Glenn gets Sasha on his walkie talkie and tells her to get her brother to the infirmary.

Carol turns back to the infirmary window. "Can I go in and see him now?"

"We better wait until Bob lets us back in."

Carol stands on her tippy toes to try to see better through the window, but she can only make out the counter and sink and a half open medical cabinet from here. A pair of bloody surgical scissors lie on the counter.

"This guy?" Glenn asks. "Daryl? Who is he to you?"

"He's my sponsor," Carol says, falling flat on her feet again and turning to him.

"Your what?"

"He's my friend," Carol tells him. "He's my very good friend."

Glenn puts a comforting hand on her shoulder. "We're going to do everything we can, Carol. I promise you that."

"And then you'll let us go?" she asks.

Glenn laughs and takes his hand away. "We're not going to ransom you if that's what you're asking. That thing with Garrison…" Glenn shakes his head. "It was Rick's idea. It was winter and we were out of food and Lori was eight months pregnant and he was desperate. There were the five of us to feed, the baby coming, and then also these three men we found locked in the prison cafeteria when we got here. Well, there were five men, but…anyway, that's another story."

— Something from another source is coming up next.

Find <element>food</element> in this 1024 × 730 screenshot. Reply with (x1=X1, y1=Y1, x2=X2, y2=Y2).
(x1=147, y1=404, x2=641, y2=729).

Rick and Maggie went on a supply run, Glenn explains, and they lay low when a pair of men entered the country store they were looting. They listened to their conversation and learned the men had a prosperous camp. They were talking about how they were going to be able to eat a pig since they had six now and maybe they'd have it with a bunch of pineapple and canned spinach after their latest score of canned food.

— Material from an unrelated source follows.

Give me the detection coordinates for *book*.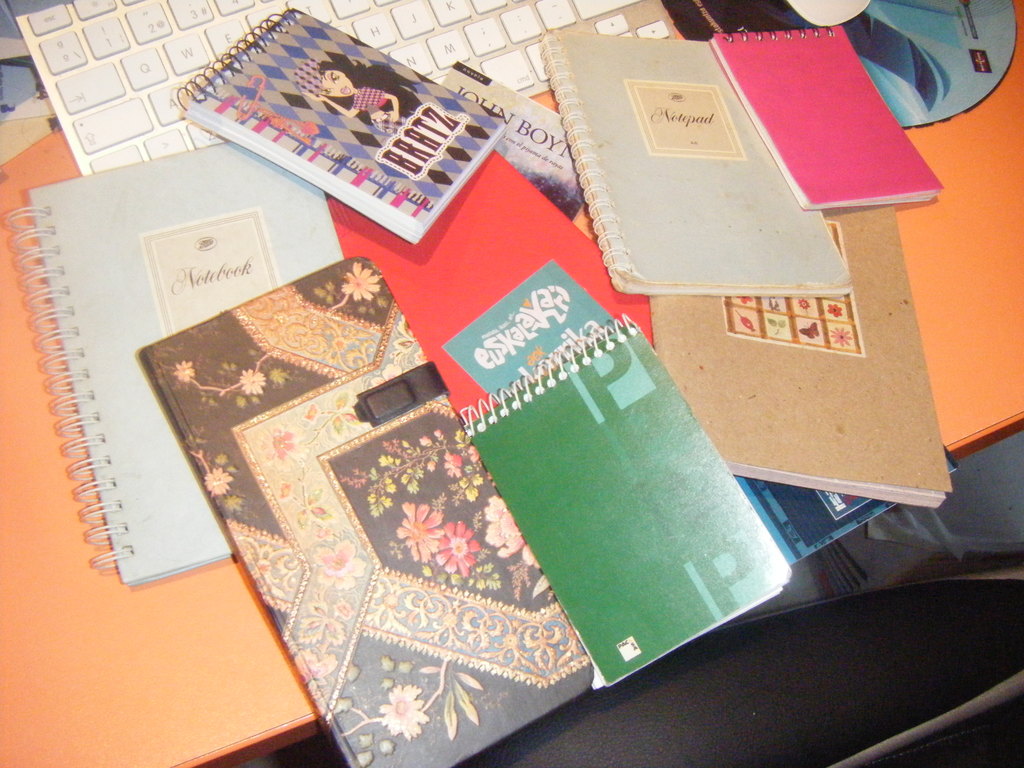
BBox(545, 16, 858, 289).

"And then Rick just jumped Garrison," Glenn says. "Jumped him and put a gun to his head. Maggie was like – What the hell, Rick! in her head, you know. But he'd already acted, so she felt she had to back him up to prevent a worse situation. So she came at the other man– Day John, I think was his name – "

" - DeShawn," Carol says.

"Yeah. Anyway, Maggie disarmed him from behind. And then Rick told Day John that if he wanted Garrison back, he'd have to come back with three pigs and a bunch of canned spinach and pineapple. Lori was pissed when they came back with Garrison. She kept going on you know, What if they send an army? What if they kill us all? Why couldn't you just offer to trade them for the medical supplies in our infirmary? But it was all too late. We had to see it through." Glenn shrugs. "And it worked. We got the food, and we made it through the winter. But the point is, we don't do that sort of thing typically. Certainly not now. We have gardens and more supplies we've looted. Two of the refugees we took in from Woodbury know how to hunt. We're doing okay, and we just want peace. You'll be free to go anytime you want." He puts a hand on her shoulder again and looks at her directly. "Or free to stay. You were one of us once, Carol. You could be again."

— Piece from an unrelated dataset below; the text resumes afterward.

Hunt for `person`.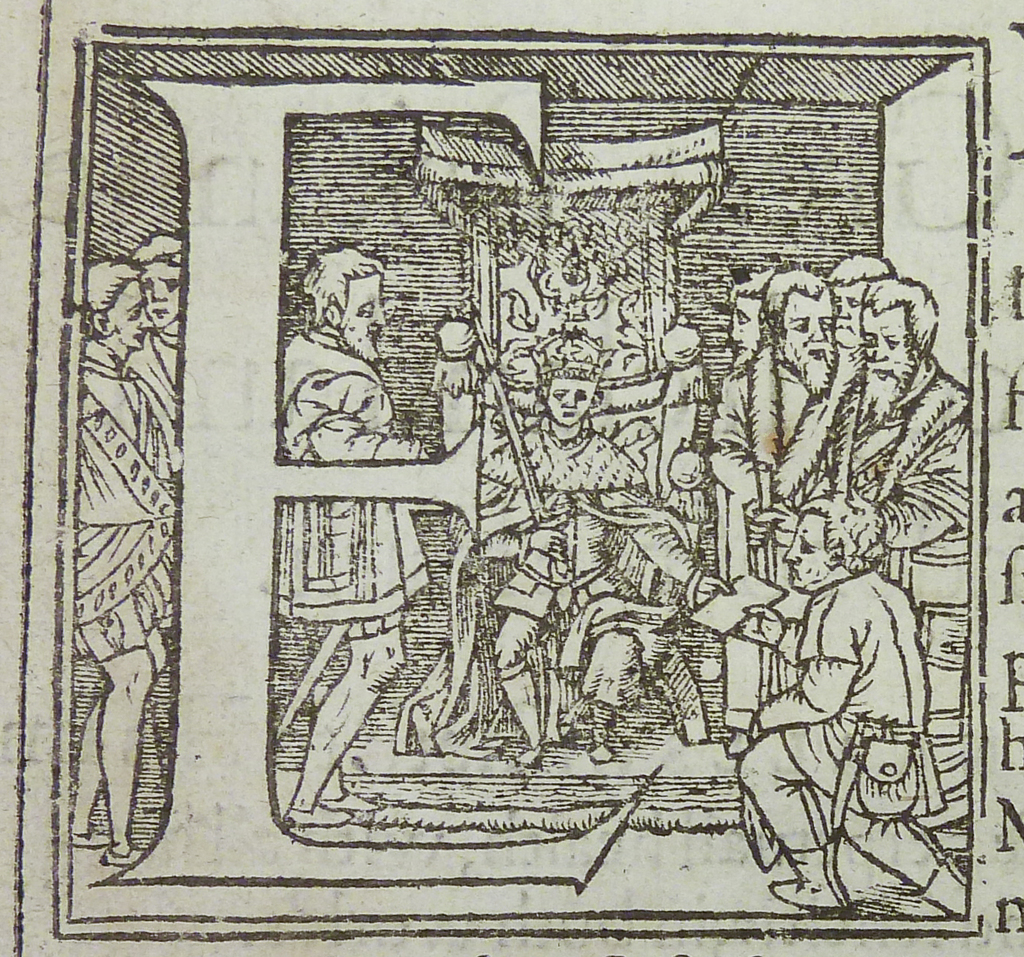
Hunted down at l=815, t=287, r=966, b=566.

That's a possibility Carol has not even begun to consider. She's started to think of that little cottage as her home, and she's probably said more honest things about herself to Daryl in the past two weeks than she ever said to Lori or Glenn in any of the three months from the quarry to the CDC to the farm. Sophia has already made good friends in Ivan and Carina. As desperate as she was to find Rick and Lori and Glenn and the others after the farm burned down, this chance meeting feels more like a high school reunion than a coming home: a temporary reconnection with transformed people from a fading past.

She was one of them once, it's true. But she's not so sure she can be again.